I still want the human parts to survive, even when AI can smooth everything out
I also caught myself thinking about travel, which seems unrelated until you zoom out.
I travel to disconnect from day-to-day life, but that doesn't mean shutting the world out. It's about connecting with people, cultures, and experiences in a way that feels real. Technology barely plays a part in my trips, and I hope it stays that way.
An ABC News piece talked about robots and AI "taking over" the travel industry, including hotels where you never have to talk to a human and itineraries that remove all friction. Skipping a long line sounds great, but the friction is often where the best stories happen. Getting a bit lost, a confusing interaction with a local, the tiny surprises. That's the point.
This is the same risk pattern schools face. If we use AI to smooth every wrinkle in learning, we might accidentally remove the struggle that creates growth. If AI for schools becomes a world where there is never any productive friction, we may get compliance without understanding.
AI can help with the boring logistical parts. I just don't want it to replace the human parts.

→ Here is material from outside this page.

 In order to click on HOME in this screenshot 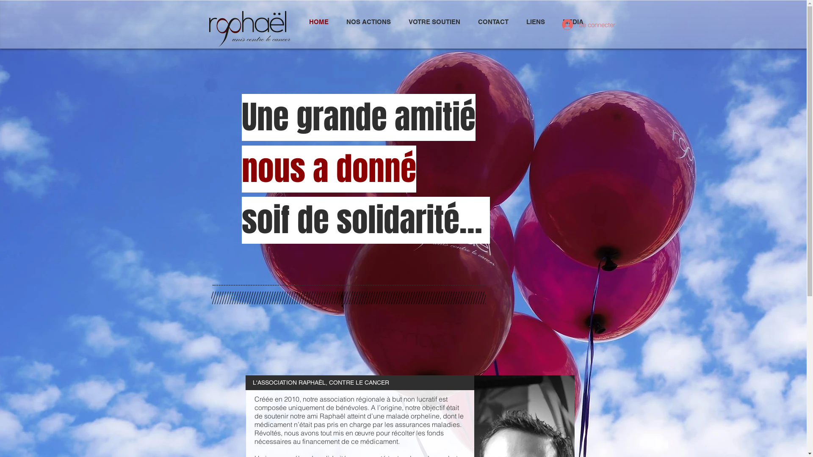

https://www.abc.net.au/news/2025-12-27/tourist-new-technology-ai-travel-smart-tourism/105956560
The point I keep coming back to
AI for schools is moving beyond "tools" and into "relationships".
- How AI talks changes how kids relate to it.
- Who bonds with it most may be the students who are already struggling.
- Safety isn't only about filtering content. It's also about design choices like tone, identity, and boundaries.
- Meanwhile, AI is proving itself in roles where it supports humans, not replaces them, like pool safety and certain forms of monitoring.
- And the systems around learning (assessment, workflows, home supervision) are being forced to adapt fast.
The opportunity is huge, but the job now is more than adoption. It's shaping. The way we design, deploy, and explain these tools will decide whether AI for schools strengthens learning and wellbeing, or quietly pulls them apart.